- Pages: 267 p.
- Size:240 x 240 mm
- Illustrations:152 b/w
- Language(s):English, Latin, Italian
- Publication Year:2016
- € 150,00 EXCL. VAT RETAIL PRICE
- ISBN: 978-1-909400-31-3
- Hardback
- Available
The Bargello's new building history radically changes our understanding of the communal palace's construction, function, and urban context during the formation of early modern Florence.
“Visit the Bargello first, because it is one of the best, but if you are serious about buildings, do not visit until you have read this book.” (Lee Prosser, in Vernacular Architecture, 47/1, 2016, p. 126)
« Cet ouvrage parfaitement illustré renouvelle complètement l’histoire architecturale du Bargello en révélant notamment les deux structures antérieures, le Palazzo del Popolo et le Palazzo del Capitano, conservées, certainement pour leur rôle symbolique, dans l’actuel corps de bâtiment donnant Via del Proconsolo. Par ailleurs, la chronologie très précisément établie présente désormais le Palazzo Vecchio non plus comme un héritier du Bargello transformé par les Angevins mais comme un chantier parallèle du début du XIVe siècle. » (Julien Noblet, dans Histara, 30.04.2017)
“The Bargello’s seemingly patchwork structure takes on new coherence and purpose in Yunn’s reconstructions, providing a history not just of the building but also a case study of the use of architecture as a political tool in Florence’s developing civic structures – a substantial accomplishment for a first book.” (John Paoletti, in Burlington Magazine, CLIX, Nov. 2017, p. 918)
“Amee Yunn’s impressive monograph on the Bargello fundamentally reassesses the building’s medieval construction chronology.” (Lauren Jacobi, in Renaissance Quarterly, LXX/4, 2017, p.1504)
Specialized in late medieval and Renaissance Italy, Amee Yunn concentrated in government as an undergraduate at Harvard and received her PhD from the Institute of Fine Arts, New York University. Her research interests are Florence, civic patronage of art, iconography, reuse of materials in building, conservation and restoration. She has worked in various museums, including the Metropolitan Museum of Art in New York, and is currently at Chubb & Son.
This book offers a new, revised building history of the Bargello, the first town hall of Florence. A careful analysis of documents, fabric, and restoration allows us to reconstruct the original site. It reveals two previously unidentified building stages. The first palace, begun in 1255, adapted an ex-neighborhood consortium, reusing an old tower and three houses. In the 1280s, a second palace arose next to it, thus creating a twin-palace complex for the Podestà and Capitano, the highest-ranking public officials.
Long misidentified as the 1255 palace, the front wing's lower two stories were actually built in 1291-1308. An unroofed precinct wall enclosed the older structures behind a monumental facade, forming an open-air courtyard used for tribunals and stables. This part became known as the “old palace” when the large, arcaded courtyard and rear wing were addded in 1316-1322. The "new palace" containing the Magdalen Chapel was designed for the Angevin court in residence, not for the communal administration of justice as generally believed.
After a 1332 fire devastated the upper stories, the front wing was covered with two immense roof vaults in 1332-1346. Inside, many old dividing walls survived until the nineteenth century. They were demolished with the prisons during the building's conversion into the present national museum, concocting the two vast exhibition halls.
This book illustrates the Bargello's early architecture. Reinterpreting the timeline radically changes our understanding of the palace's construction, function, and urban context during the formation of early modern Florence.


§ **Activity**
Omitting all images, transcribe the entries word for word.

§ **Records for this exercise**
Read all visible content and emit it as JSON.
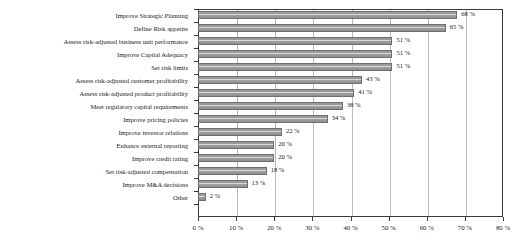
{
  "chart_data": {
    "type": "bar",
    "orientation": "horizontal",
    "title": "",
    "xlabel": "",
    "ylabel": "",
    "xlim": [
      0,
      80
    ],
    "xtick_labels": [
      "0 %",
      "10 %",
      "20 %",
      "30 %",
      "40 %",
      "50 %",
      "60 %",
      "70 %",
      "80 %"
    ],
    "xtick_values": [
      0,
      10,
      20,
      30,
      40,
      50,
      60,
      70,
      80
    ],
    "grid": "vertical",
    "legend": "none",
    "value_suffix": " %",
    "categories": [
      "Improve Strategic Planning",
      "Define Risk appetite",
      "Assess risk-adjusted business unit performance",
      "Improve Capital Adequacy",
      "Set risk limits",
      "Assess risk-adjusted customer profitability",
      "Assess risk-adjusted product profitability",
      "Meet regulatory capital requirements",
      "Improve pricing policies",
      "Improve investor relations",
      "Enhance external reporting",
      "Improve credit rating",
      "Set risk-adjusted compensation",
      "Improve M&A decisions",
      "Other"
    ],
    "values": [
      68,
      65,
      51,
      51,
      51,
      43,
      41,
      38,
      34,
      22,
      20,
      20,
      18,
      13,
      2
    ],
    "data_labels": [
      "68 %",
      "65 %",
      "51 %",
      "51 %",
      "51 %",
      "43 %",
      "41 %",
      "38 %",
      "34 %",
      "22 %",
      "20 %",
      "20 %",
      "18 %",
      "13 %",
      "2 %"
    ],
    "colors": {
      "bar_fill": "#9a9a9a",
      "bar_highlight": "#d8d8d8",
      "bar_border": "#6e6e6e",
      "gridline": "#b9b9b9",
      "axis": "#3a3a3a",
      "text": "#1a1a1a",
      "background": "#ffffff"
    }
  }
}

§ **Result**
Read all visible content and emit it as JSON.
{
  "chart_data": {
    "type": "bar",
    "orientation": "horizontal",
    "title": "",
    "xlabel": "",
    "ylabel": "",
    "xlim": [
      0,
      80
    ],
    "xtick_labels": [
      "0 %",
      "10 %",
      "20 %",
      "30 %",
      "40 %",
      "50 %",
      "60 %",
      "70 %",
      "80 %"
    ],
    "xtick_values": [
      0,
      10,
      20,
      30,
      40,
      50,
      60,
      70,
      80
    ],
    "grid": "vertical",
    "legend": "none",
    "value_suffix": " %",
    "categories": [
      "Improve Strategic Planning",
      "Define Risk appetite",
      "Assess risk-adjusted business unit performance",
      "Improve Capital Adequacy",
      "Set risk limits",
      "Assess risk-adjusted customer profitability",
      "Assess risk-adjusted product profitability",
      "Meet regulatory capital requirements",
      "Improve pricing policies",
      "Improve investor relations",
      "Enhance external reporting",
      "Improve credit rating",
      "Set risk-adjusted compensation",
      "Improve M&A decisions",
      "Other"
    ],
    "values": [
      68,
      65,
      51,
      51,
      51,
      43,
      41,
      38,
      34,
      22,
      20,
      20,
      18,
      13,
      2
    ],
    "data_labels": [
      "68 %",
      "65 %",
      "51 %",
      "51 %",
      "51 %",
      "43 %",
      "41 %",
      "38 %",
      "34 %",
      "22 %",
      "20 %",
      "20 %",
      "18 %",
      "13 %",
      "2 %"
    ],
    "colors": {
      "bar_fill": "#9a9a9a",
      "bar_highlight": "#d8d8d8",
      "bar_border": "#6e6e6e",
      "gridline": "#b9b9b9",
      "axis": "#3a3a3a",
      "text": "#1a1a1a",
      "background": "#ffffff"
    }
  }
}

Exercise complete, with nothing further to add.